Behavioral control (for lack of a better term, help me here) is the responsibility of the team. If toxic pattern arise, people could abstain from such a bot, or even reach to a conclusion that such a device is not a cultural fit for their team in the end because it promotes the wrong type of behavior.
This is not something that could work with every Slack team anyway. I find it interesting. It reminded me of days past, when there were IRC bots that implemented “private” channels maintaining named and anonymous conversations in a similar manner.
Profitable until some open source developer with a free weekend makes the same thing but free.
An anonymous feedback bot reminds me too much of Yik Yak and could easily lead to a very toxic work environment
Behavioral control (for lack of a better term, help me here) is the responsibility of the team. If toxic pattern arise, people could abstain from such a bot, or even reach to a conclusion that such a device is not a cultural fit for their team in the end because it promotes the wrong type of behavior.

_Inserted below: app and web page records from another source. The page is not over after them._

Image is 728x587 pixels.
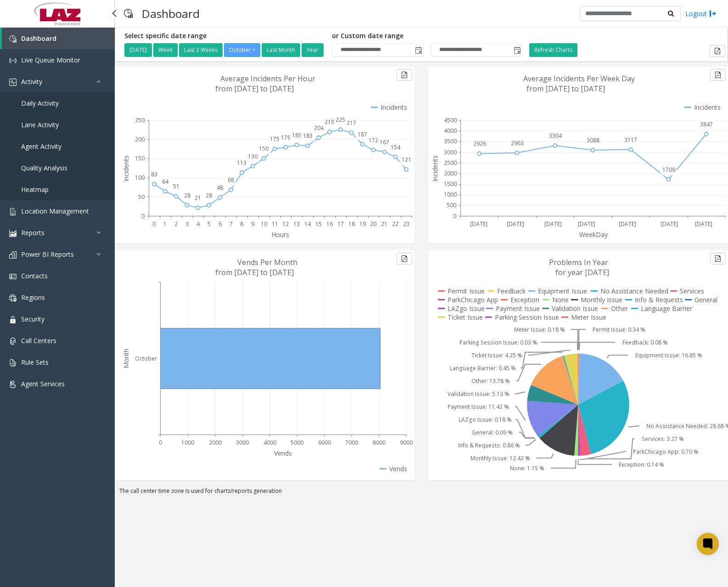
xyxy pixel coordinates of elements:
[472,428,513,436] text: General: 0.09 %
[592,326,645,334] text: Permit Issue: 0.34 %
[21,271,48,280] span: Contacts
[228,176,234,184] text: 68
[709,45,726,57] button: Export to pdf
[348,220,355,228] text: 18
[9,359,17,367] img: 'icon'
[709,9,717,19] img: logout
[373,438,386,446] text: 8000
[662,166,675,174] text: 1709
[549,132,562,139] text: 3304
[114,487,728,500] div: The call center time zone is used for charts/reports generation
[237,159,246,167] text: 113
[259,144,269,153] text: 150
[302,43,324,57] button: Year
[618,220,636,228] text: [DATE]
[240,220,243,228] text: 8
[21,358,49,367] span: Rule Sets
[512,44,522,57] span: Toggle popup
[138,193,144,200] text: 50
[151,171,157,178] text: 83
[304,220,311,228] text: 14
[624,136,637,144] text: 3117
[217,184,223,192] text: 48
[230,220,233,228] text: 7
[381,220,388,228] text: 21
[511,139,524,147] text: 2963
[205,192,212,199] text: 28
[618,461,664,468] text: Exception: 0.14 %
[332,32,522,40] h5: or Custom date range
[314,124,324,132] text: 204
[326,220,333,228] text: 16
[21,250,74,258] span: Power BI Reports
[248,153,258,160] text: 130
[220,73,315,83] text: Average Incidents Per Hour
[458,441,520,449] text: Info & Requests: 0.86 %
[526,83,605,93] text: from [DATE] to [DATE]
[197,220,200,228] text: 4
[587,136,599,144] text: 3088
[138,2,204,25] h3: Dashboard
[9,294,17,302] img: 'icon'
[124,43,152,57] button: [DATE]
[9,381,17,388] img: 'icon'
[21,314,45,323] span: Security
[135,116,144,124] text: 250
[579,230,608,239] text: WeekDay
[185,220,189,228] text: 3
[21,77,42,86] span: Activity
[444,180,457,188] text: 1500
[251,220,254,228] text: 9
[159,438,162,446] text: 0
[633,448,699,456] text: ParkChicago App: 0.70 %
[179,43,223,57] button: Last 2 Weeks
[472,351,522,359] text: Ticket Issue: 4.25 %
[472,377,510,385] text: Other: 13.78 %
[21,336,57,345] span: Call Centers
[510,464,544,472] text: None: 1.15 %
[195,194,201,202] text: 21
[173,182,179,190] text: 51
[635,351,702,359] text: Equipment Issue: 16.85 %
[9,78,17,86] img: 'icon'
[292,131,302,139] text: 185
[470,220,487,228] text: [DATE]
[261,43,300,57] button: Last Month
[152,220,156,228] text: 0
[392,220,398,228] text: 22
[447,201,456,209] text: 500
[661,220,678,228] text: [DATE]
[21,142,62,151] span: Agent Activity
[370,220,376,228] text: 20
[444,127,457,134] text: 4000
[403,220,409,228] text: 23
[695,220,712,228] text: [DATE]
[236,438,249,446] text: 3000
[447,390,510,398] text: Validation Issue: 5.13 %
[135,136,144,143] text: 200
[315,220,322,228] text: 15
[450,364,516,372] text: Language Barrier: 0.45 %
[444,169,457,177] text: 2000
[174,220,177,228] text: 2
[2,27,114,49] a: Dashboard
[293,220,300,228] text: 13
[9,273,17,280] img: 'icon'
[21,99,58,108] span: Daily Activity
[347,119,356,127] text: 217
[164,220,167,228] text: 1
[263,438,276,446] text: 4000
[431,155,439,182] text: Incidents
[470,454,530,462] text: Monthly Issue: 12.42 %
[447,403,509,410] text: Payment Issue: 11.42 %
[21,34,57,43] span: Dashboard
[282,220,289,228] text: 12
[622,339,668,346] text: Feedback: 0.08 %
[181,438,194,446] text: 1000
[21,55,80,64] span: Live Queue Monitor
[184,192,190,199] text: 28
[396,69,412,81] button: Export to pdf
[124,32,325,40] h5: Select specific date range
[303,132,312,139] text: 183
[9,316,17,323] img: 'icon'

This is not something that could work with every Slack team anyway. I find it interesting. It reminded me of days past, when there were IRC bots that implemented “private” channels maintaining named and anonymous conversations in a similar manner.
If you’re a Polish guy that looks like this, why would you lead with a stock photo of an asian guy in your article about yourself?
What does the ethnic background matter when the photo is clearly intended to represent the abstract concept of programming?